Mexico's Economy: Coming to Terms with China
Mexico's Economy: Coming to Terms with China
Has China’s economic rise come at the expense of Mexico? To many casual observers and experts alike, the answer is yes. The International Economy, a trade journal, once concluded, “China is eating Mexico’s lunch.” “China competes with Mexico and buys from Brazil,” noted The New York Times on June 17.
China’s entry into the World Trade Organization in 2001 marked the onset of a decade-long slowdown in Mexico, where economic growth averaged 1.8 percent annually. Foreign investment flocked to China, setting up factories where hourly wages were among the lowest in the world. Other factors supported China’s export-led growth model, including low fuel prices that allowed for profitable trans-Pacific shipment of manufactures. Seven years after NAFTA granted Mexico privileged access to the US market, Mexico’s position appeared undercut by China’s incorporation into the global economy.
In some industries, such as clothing assembly, China certainly hurt Mexico. However, the impact has been more limited than widely supposed. China and Mexico manufacture different classes of products, cheap baubles in the case of the former and heavy industrial goods in the case of the latter. Hence, as the Dallas Federal Reserve Bank put it in 2004: “There is little correlation between China’s gains and Mexico’s losses.”
The notion that Mexico simply lost out to a more productive China is even less persuasive as one moves toward present-day. From 2005-2010, the percentage of US imports from Mexico increased, from about 10 to 12 percent, as did China’s share, 14 to 17.5 percent. China’s gains accrued alongside Mexico’s gains, not at the expense of Mexico. (Over the same period, the percentage of US imports from Canada, Japan, Germany and Britain decreased.)
Instead, in this more recent period Mexico may have lost out by not having China as an investor. According to the UN Economic Commission on Latin America, China invested $1.1 billion in Mexican industry from 2003-2008, a sliver given the $25 billion it invested across Latin America in 2008 alone. In a list of China’s largest foreign investments in Latin America prior to 2009, Mexico is notably absent.
Now, as the global economy shifts gears away from the commodity boom brought on by Asia’s rise, several trends behoove Mexico. China has absorbed most of its vast labor pool, driving up wages. Wages in southeastern China are increasing at 15 percent a year, and for the country as a whole worker pay is expected to double by 2015. Inflation is a worry as food prices and apartment rents shadow wage increases.
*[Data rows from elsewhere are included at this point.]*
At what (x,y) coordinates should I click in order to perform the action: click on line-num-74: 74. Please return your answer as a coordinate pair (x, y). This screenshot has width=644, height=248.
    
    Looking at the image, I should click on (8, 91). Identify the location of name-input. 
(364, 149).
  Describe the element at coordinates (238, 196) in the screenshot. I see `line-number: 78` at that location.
As a result, the US Chamber of Commerce estimates that hourly wages in China are nearly on par with Mexico’s.
Beyond wages, two other factors appear to be at work. First, transport costs are projected to be volatile but high in the years ahead. To protect their clients, business consultancies like KPMG counsel that foreign investment should be located nearer to the consumer. This is being borne out in a trend toward “re-shoring,” which aims to manufacture goods for North American consumers. In June, the Financial Times reported that Mexico was the “most popular” site for re-shoring.
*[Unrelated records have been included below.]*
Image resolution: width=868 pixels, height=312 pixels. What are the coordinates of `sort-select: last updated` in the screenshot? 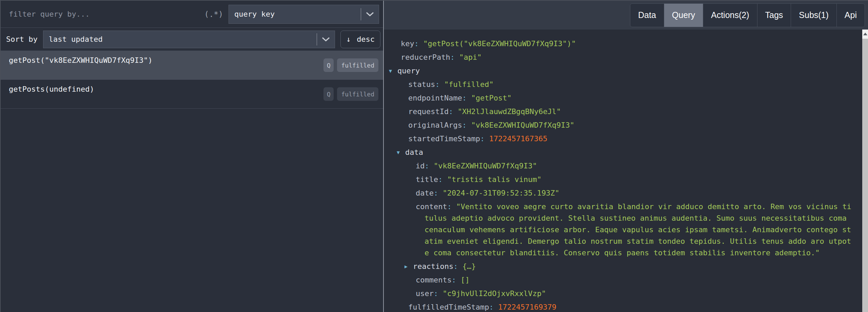 It's located at (189, 39).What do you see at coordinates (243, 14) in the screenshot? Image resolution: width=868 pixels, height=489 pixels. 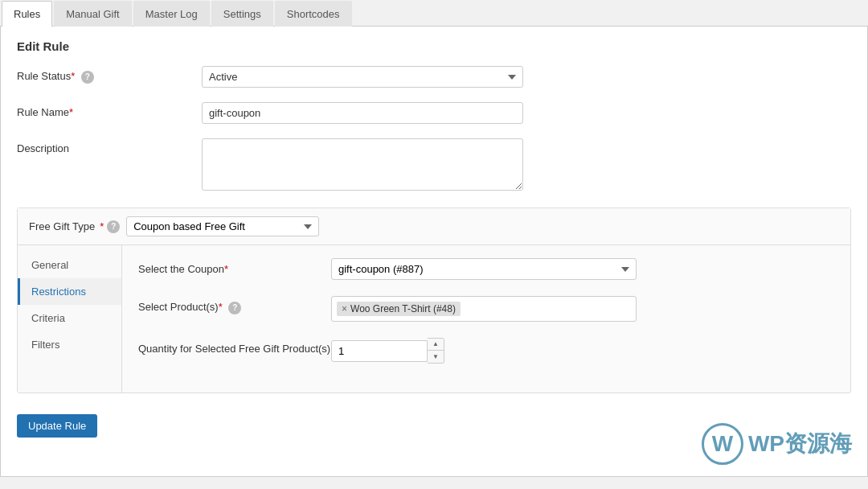 I see `tab-settings: Settings` at bounding box center [243, 14].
Second, Mexico offers a more secure intellectual property environment than does China. Othón Ruiz, Nuevo León’s development minister, told The Economist that high tech businesses trust their operations in Mexico more than in China. Such anecdotes are made more credible given the number of business books meant for those looking to move production to China: many of the guides caution to “add elbows” or links to supply chains in order to avoid concentrating proprietary knowledge at one factory, where it can be easily pilfered.
The auto industry is at the cutting edge of Mexico’s economic resurgence. Fourteen percent of cars sold in the United States are made in Mexico, a record high. All tallied, Mexico’s car industry posted $23 billion in revenue last year, more than tourism or oil. Nissan, Mazda, Honda and VW plan to build new factories in Mexico. Similar dynamism can be observed in the country’s budding aerospace industry, as well as its more established electronics industry.
Sensing the groundswell, Chinese operators have begun to ante up for factories in Mexico. From 2009-2010 Mexico welcomed the highest number of investment projects started by Chinese companies abroad. In 2011, Chinese investment in Mexico increased by 40 percent to $30 billion. China is now eyeing a massive port complex in northern Mexico that will provide for quicker transport from the mainland than Los Angeles.
Fears of China are being recast in light of these developments, with particular worry directed to Mexico’s negative trade balance with China. But most of Mexico’s imports from China are, in fact, intermediary goods that are in turn exported to the United States. So while fears of China are unlikely abate anytime soon, the rumors of Mexico’s industrial demise have been greatly exaggerated.